Work item -
Output the records. Match them exactly.
◇ ◇ ◇
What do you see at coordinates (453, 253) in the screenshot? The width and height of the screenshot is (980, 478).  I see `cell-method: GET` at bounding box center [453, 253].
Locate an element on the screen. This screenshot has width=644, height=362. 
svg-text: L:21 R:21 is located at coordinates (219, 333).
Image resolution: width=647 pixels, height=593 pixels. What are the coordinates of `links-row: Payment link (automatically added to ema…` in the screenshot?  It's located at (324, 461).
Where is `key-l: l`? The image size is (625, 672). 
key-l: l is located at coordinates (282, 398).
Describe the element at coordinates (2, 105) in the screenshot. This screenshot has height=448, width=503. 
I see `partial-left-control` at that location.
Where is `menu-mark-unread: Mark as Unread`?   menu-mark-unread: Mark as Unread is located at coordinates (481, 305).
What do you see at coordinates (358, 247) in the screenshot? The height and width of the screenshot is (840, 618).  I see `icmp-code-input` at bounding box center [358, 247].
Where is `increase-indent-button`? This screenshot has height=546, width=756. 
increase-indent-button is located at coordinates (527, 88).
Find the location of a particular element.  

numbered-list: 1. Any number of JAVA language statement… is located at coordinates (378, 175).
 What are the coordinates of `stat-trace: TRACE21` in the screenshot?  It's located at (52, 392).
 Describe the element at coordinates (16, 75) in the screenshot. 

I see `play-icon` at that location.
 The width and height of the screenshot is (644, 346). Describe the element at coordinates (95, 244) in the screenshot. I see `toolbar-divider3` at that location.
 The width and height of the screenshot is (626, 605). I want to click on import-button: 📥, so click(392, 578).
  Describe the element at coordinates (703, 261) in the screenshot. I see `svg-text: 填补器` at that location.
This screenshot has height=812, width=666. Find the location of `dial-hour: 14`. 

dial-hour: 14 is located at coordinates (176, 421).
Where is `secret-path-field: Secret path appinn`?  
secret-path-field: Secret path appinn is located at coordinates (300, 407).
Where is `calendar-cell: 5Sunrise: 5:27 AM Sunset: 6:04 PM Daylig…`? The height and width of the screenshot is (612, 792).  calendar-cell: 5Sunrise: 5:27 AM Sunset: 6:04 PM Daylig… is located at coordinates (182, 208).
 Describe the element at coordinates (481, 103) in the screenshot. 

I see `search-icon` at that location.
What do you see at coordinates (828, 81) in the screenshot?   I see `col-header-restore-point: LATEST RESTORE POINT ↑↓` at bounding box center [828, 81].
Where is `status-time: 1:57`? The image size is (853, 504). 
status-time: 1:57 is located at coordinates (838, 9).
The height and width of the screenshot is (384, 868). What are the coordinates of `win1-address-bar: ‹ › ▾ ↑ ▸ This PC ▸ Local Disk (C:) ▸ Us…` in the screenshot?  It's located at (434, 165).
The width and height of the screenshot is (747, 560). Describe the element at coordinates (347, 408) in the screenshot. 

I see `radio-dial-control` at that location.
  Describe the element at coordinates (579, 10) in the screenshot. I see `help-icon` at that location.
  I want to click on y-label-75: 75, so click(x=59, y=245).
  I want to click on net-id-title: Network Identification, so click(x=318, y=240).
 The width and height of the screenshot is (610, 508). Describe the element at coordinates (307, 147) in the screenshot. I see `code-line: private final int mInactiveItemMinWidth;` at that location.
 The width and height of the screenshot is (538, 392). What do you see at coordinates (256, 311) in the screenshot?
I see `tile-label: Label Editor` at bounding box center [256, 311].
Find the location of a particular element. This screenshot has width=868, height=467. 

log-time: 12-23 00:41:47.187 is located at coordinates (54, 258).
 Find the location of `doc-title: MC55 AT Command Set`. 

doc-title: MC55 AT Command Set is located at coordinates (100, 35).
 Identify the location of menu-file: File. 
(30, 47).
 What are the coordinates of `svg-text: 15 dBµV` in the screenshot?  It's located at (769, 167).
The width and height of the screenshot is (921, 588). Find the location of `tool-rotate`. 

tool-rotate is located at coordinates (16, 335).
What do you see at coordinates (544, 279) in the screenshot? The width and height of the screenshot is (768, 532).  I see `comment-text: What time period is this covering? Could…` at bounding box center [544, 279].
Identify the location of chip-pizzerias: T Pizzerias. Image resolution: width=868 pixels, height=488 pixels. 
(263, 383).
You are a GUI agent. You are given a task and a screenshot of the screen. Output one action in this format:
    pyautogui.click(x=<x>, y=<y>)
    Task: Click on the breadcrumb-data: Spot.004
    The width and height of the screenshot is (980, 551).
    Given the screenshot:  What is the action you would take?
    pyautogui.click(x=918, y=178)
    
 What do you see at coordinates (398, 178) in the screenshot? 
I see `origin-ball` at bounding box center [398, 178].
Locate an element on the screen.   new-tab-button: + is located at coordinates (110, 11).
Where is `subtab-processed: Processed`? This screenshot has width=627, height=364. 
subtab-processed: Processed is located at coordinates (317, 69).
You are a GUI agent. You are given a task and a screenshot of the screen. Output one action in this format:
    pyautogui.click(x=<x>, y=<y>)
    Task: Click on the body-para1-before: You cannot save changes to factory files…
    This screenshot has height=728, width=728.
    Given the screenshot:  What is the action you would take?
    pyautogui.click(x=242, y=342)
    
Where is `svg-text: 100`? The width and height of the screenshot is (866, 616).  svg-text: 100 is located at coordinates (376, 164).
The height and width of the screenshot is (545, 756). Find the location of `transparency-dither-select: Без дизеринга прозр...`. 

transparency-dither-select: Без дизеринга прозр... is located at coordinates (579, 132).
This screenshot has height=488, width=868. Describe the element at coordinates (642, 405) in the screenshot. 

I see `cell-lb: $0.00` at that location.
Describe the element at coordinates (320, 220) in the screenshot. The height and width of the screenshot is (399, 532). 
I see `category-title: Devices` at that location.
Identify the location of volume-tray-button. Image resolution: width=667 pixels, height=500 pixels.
◇ ◇ ◇
Solution below -
What do you see at coordinates (453, 253) in the screenshot? The width and height of the screenshot is (980, 478).  I see `cell-method: GET` at bounding box center [453, 253].
Locate an element on the screen. This screenshot has width=644, height=362. 
svg-text: L:21 R:21 is located at coordinates (219, 333).
Image resolution: width=647 pixels, height=593 pixels. What are the coordinates of `links-row: Payment link (automatically added to ema…` in the screenshot?  It's located at (324, 461).
Where is `key-l: l`? The image size is (625, 672). 
key-l: l is located at coordinates (282, 398).
Describe the element at coordinates (2, 105) in the screenshot. This screenshot has height=448, width=503. 
I see `partial-left-control` at that location.
Where is `menu-mark-unread: Mark as Unread`?   menu-mark-unread: Mark as Unread is located at coordinates (481, 305).
What do you see at coordinates (358, 247) in the screenshot? The height and width of the screenshot is (840, 618).  I see `icmp-code-input` at bounding box center [358, 247].
Where is `increase-indent-button`? This screenshot has height=546, width=756. 
increase-indent-button is located at coordinates (527, 88).
Find the location of a particular element.  

numbered-list: 1. Any number of JAVA language statement… is located at coordinates (378, 175).
 What are the coordinates of `stat-trace: TRACE21` in the screenshot?  It's located at (52, 392).
 Describe the element at coordinates (16, 75) in the screenshot. 

I see `play-icon` at that location.
 The width and height of the screenshot is (644, 346). Describe the element at coordinates (95, 244) in the screenshot. I see `toolbar-divider3` at that location.
 The width and height of the screenshot is (626, 605). I want to click on import-button: 📥, so click(392, 578).
  Describe the element at coordinates (703, 261) in the screenshot. I see `svg-text: 填补器` at that location.
This screenshot has height=812, width=666. Find the location of `dial-hour: 14`. 

dial-hour: 14 is located at coordinates (176, 421).
Where is `secret-path-field: Secret path appinn`?  
secret-path-field: Secret path appinn is located at coordinates (300, 407).
Where is `calendar-cell: 5Sunrise: 5:27 AM Sunset: 6:04 PM Daylig…`? The height and width of the screenshot is (612, 792).  calendar-cell: 5Sunrise: 5:27 AM Sunset: 6:04 PM Daylig… is located at coordinates (182, 208).
 Describe the element at coordinates (481, 103) in the screenshot. 

I see `search-icon` at that location.
What do you see at coordinates (828, 81) in the screenshot?   I see `col-header-restore-point: LATEST RESTORE POINT ↑↓` at bounding box center [828, 81].
Where is `status-time: 1:57`? The image size is (853, 504). 
status-time: 1:57 is located at coordinates (838, 9).
The height and width of the screenshot is (384, 868). What are the coordinates of `win1-address-bar: ‹ › ▾ ↑ ▸ This PC ▸ Local Disk (C:) ▸ Us…` in the screenshot?  It's located at (434, 165).
The width and height of the screenshot is (747, 560). Describe the element at coordinates (347, 408) in the screenshot. 

I see `radio-dial-control` at that location.
  Describe the element at coordinates (579, 10) in the screenshot. I see `help-icon` at that location.
  I want to click on y-label-75: 75, so click(x=59, y=245).
  I want to click on net-id-title: Network Identification, so click(x=318, y=240).
 The width and height of the screenshot is (610, 508). Describe the element at coordinates (307, 147) in the screenshot. I see `code-line: private final int mInactiveItemMinWidth;` at that location.
 The width and height of the screenshot is (538, 392). What do you see at coordinates (256, 311) in the screenshot?
I see `tile-label: Label Editor` at bounding box center [256, 311].
Find the location of a particular element. This screenshot has width=868, height=467. 

log-time: 12-23 00:41:47.187 is located at coordinates (54, 258).
 Find the location of `doc-title: MC55 AT Command Set`. 

doc-title: MC55 AT Command Set is located at coordinates (100, 35).
 Identify the location of menu-file: File. 
(30, 47).
 What are the coordinates of `svg-text: 15 dBµV` in the screenshot?  It's located at (769, 167).
The width and height of the screenshot is (921, 588). Find the location of `tool-rotate`. 

tool-rotate is located at coordinates (16, 335).
What do you see at coordinates (544, 279) in the screenshot? The width and height of the screenshot is (768, 532).  I see `comment-text: What time period is this covering? Could…` at bounding box center [544, 279].
Identify the location of chip-pizzerias: T Pizzerias. Image resolution: width=868 pixels, height=488 pixels. 
(263, 383).
You are a GUI agent. You are given a task and a screenshot of the screen. Output one action in this format:
    pyautogui.click(x=<x>, y=<y>)
    Task: Click on the breadcrumb-data: Spot.004
    The width and height of the screenshot is (980, 551).
    Given the screenshot:  What is the action you would take?
    pyautogui.click(x=918, y=178)
    
 What do you see at coordinates (398, 178) in the screenshot? 
I see `origin-ball` at bounding box center [398, 178].
Locate an element on the screen.   new-tab-button: + is located at coordinates (110, 11).
Where is `subtab-processed: Processed`? This screenshot has width=627, height=364. 
subtab-processed: Processed is located at coordinates (317, 69).
You are a GUI agent. You are given a task and a screenshot of the screen. Output one action in this format:
    pyautogui.click(x=<x>, y=<y>)
    Task: Click on the body-para1-before: You cannot save changes to factory files…
    This screenshot has height=728, width=728.
    Given the screenshot:  What is the action you would take?
    pyautogui.click(x=242, y=342)
    
Where is `svg-text: 100`? The width and height of the screenshot is (866, 616).  svg-text: 100 is located at coordinates (376, 164).
The height and width of the screenshot is (545, 756). Find the location of `transparency-dither-select: Без дизеринга прозр...`. 

transparency-dither-select: Без дизеринга прозр... is located at coordinates (579, 132).
This screenshot has height=488, width=868. Describe the element at coordinates (642, 405) in the screenshot. 

I see `cell-lb: $0.00` at that location.
Describe the element at coordinates (320, 220) in the screenshot. The height and width of the screenshot is (399, 532). 
I see `category-title: Devices` at that location.
Identify the location of volume-tray-button. Image resolution: width=667 pixels, height=500 pixels.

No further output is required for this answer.